— What is expected —
Set down the whole listing below exactly. The pictures stay out.

>>>>>

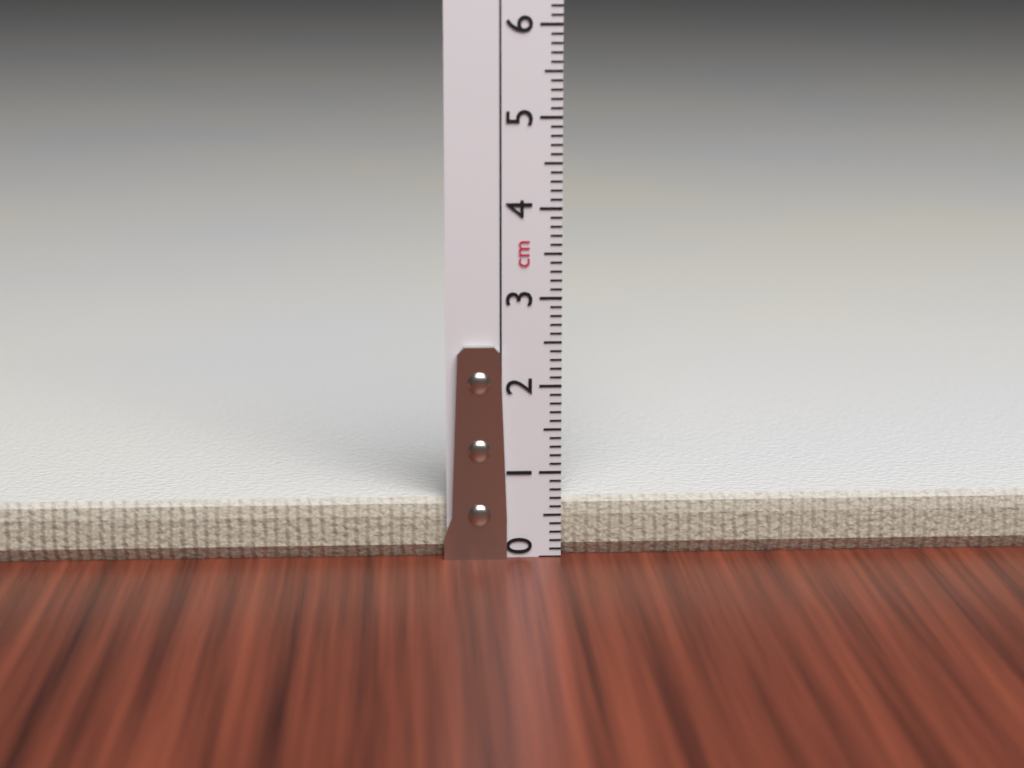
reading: 0.7 cm
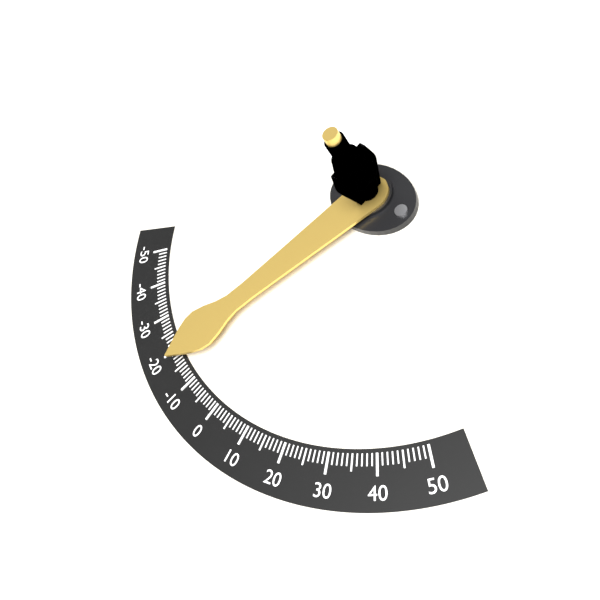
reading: -18 (no unit)
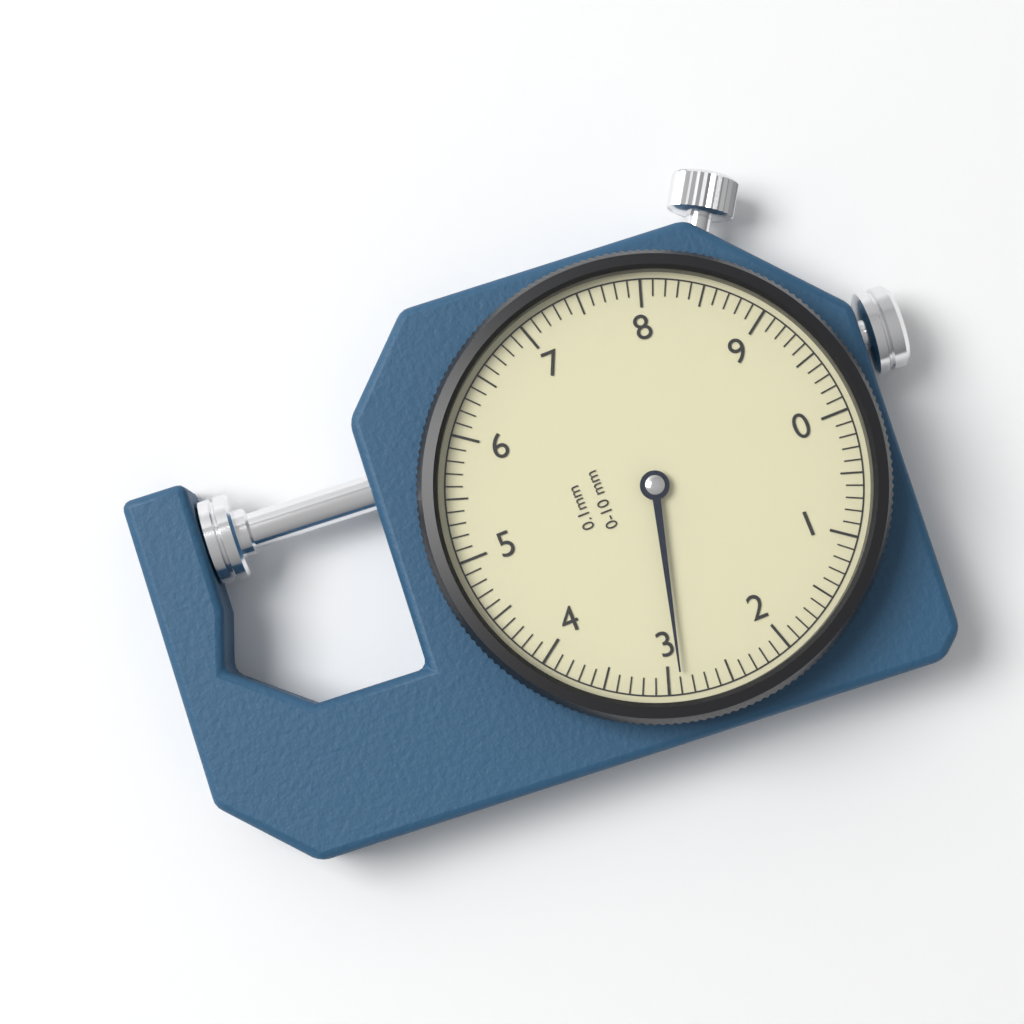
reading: 2.9 mm
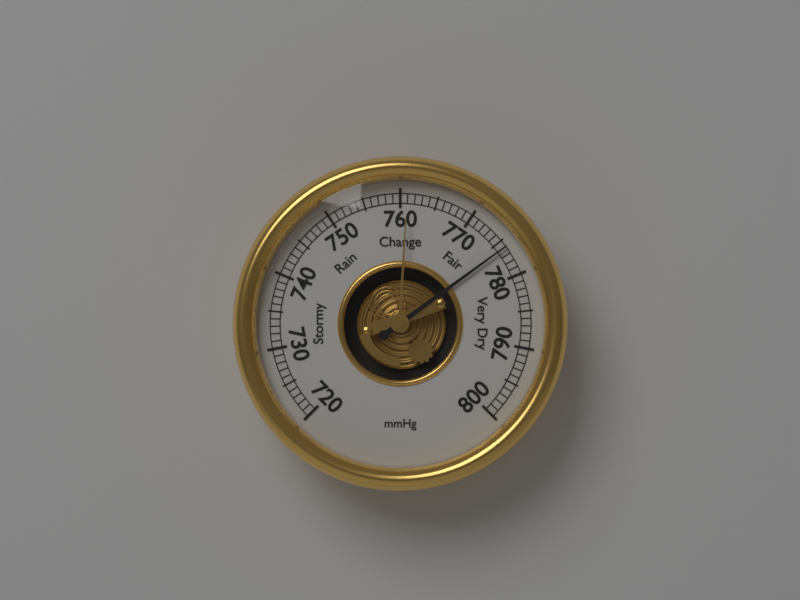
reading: 776 mmHg
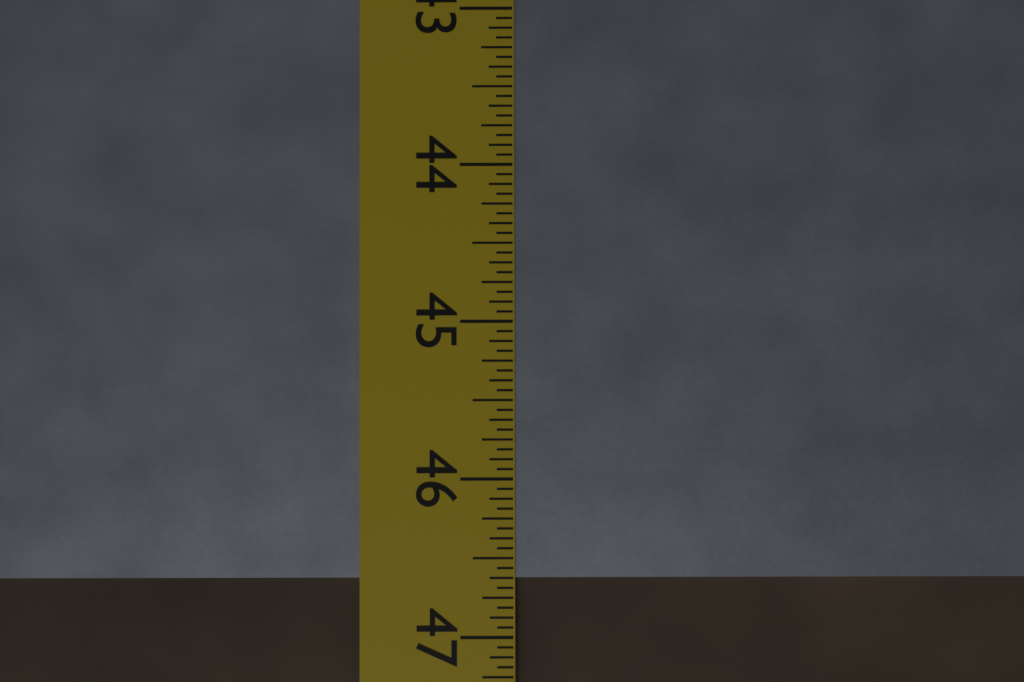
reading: 46.6250 in
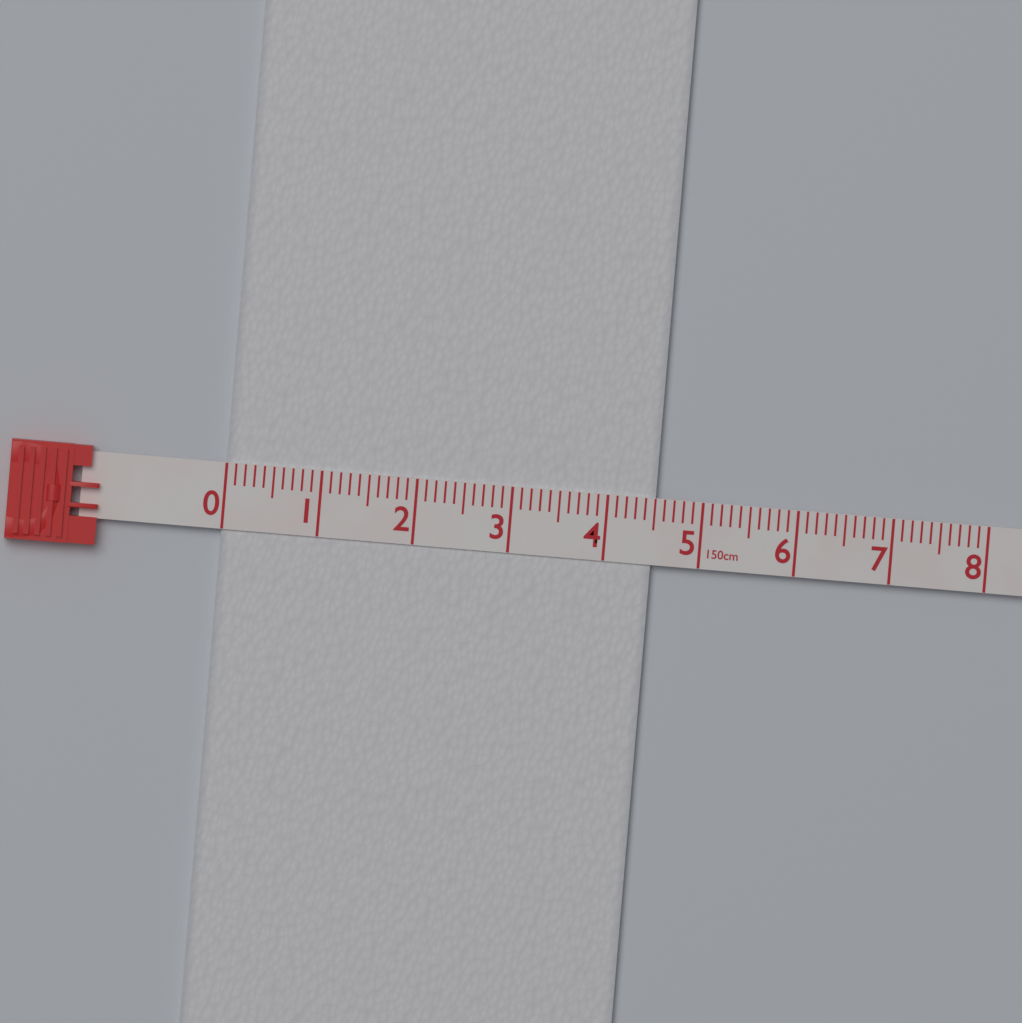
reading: 4.5 cm
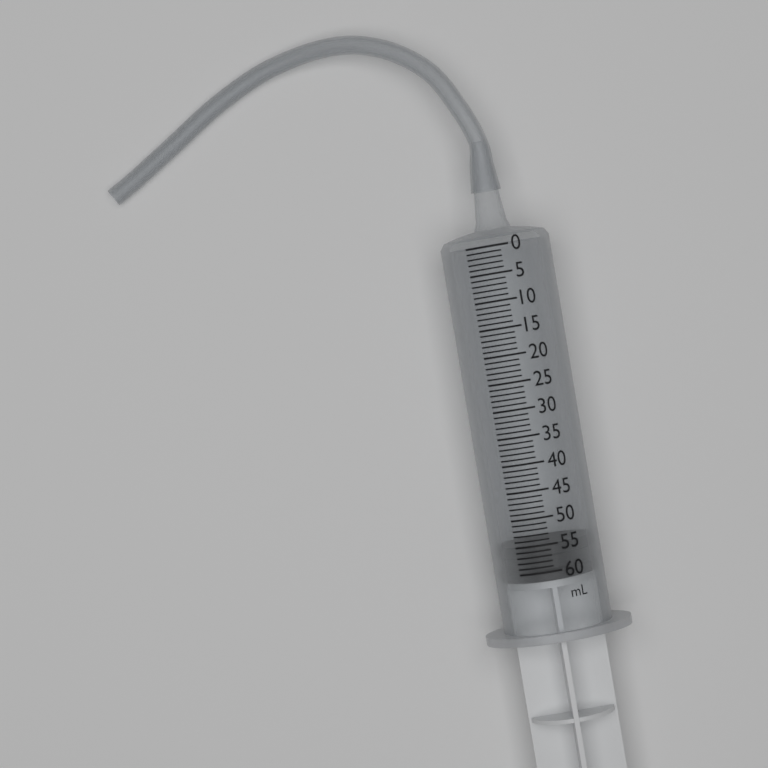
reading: 55 ml
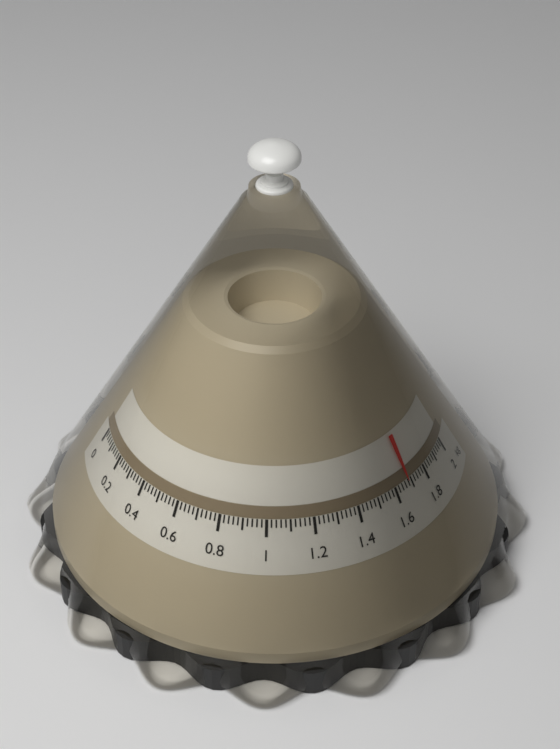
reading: 1.68 kg
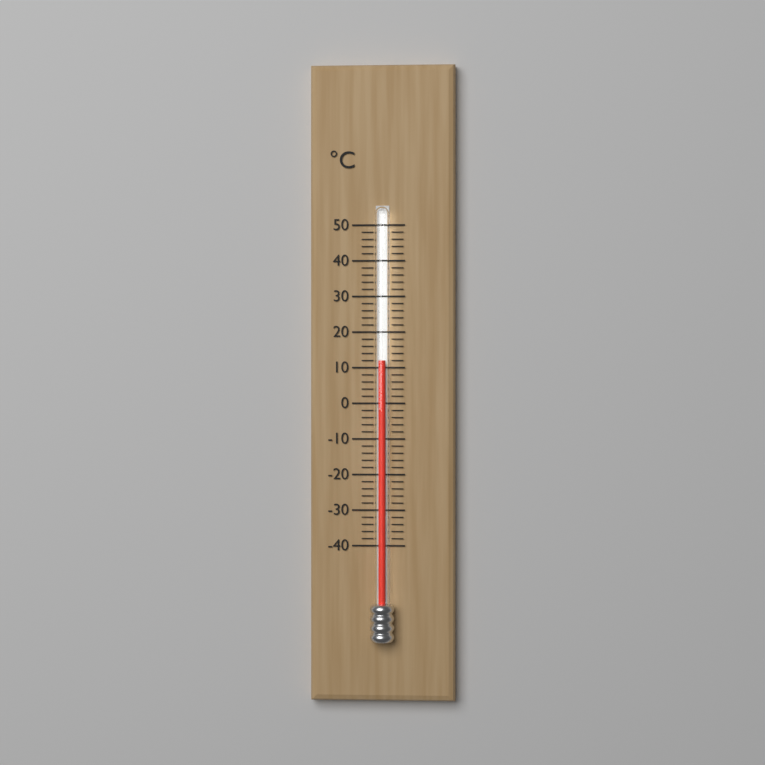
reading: 12 °C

<<<<<

— Response below —
reading: 0.7 cm
reading: -18 (no unit)
reading: 2.9 mm
reading: 776 mmHg
reading: 46.6250 in
reading: 4.5 cm
reading: 55 ml
reading: 1.68 kg
reading: 12 °C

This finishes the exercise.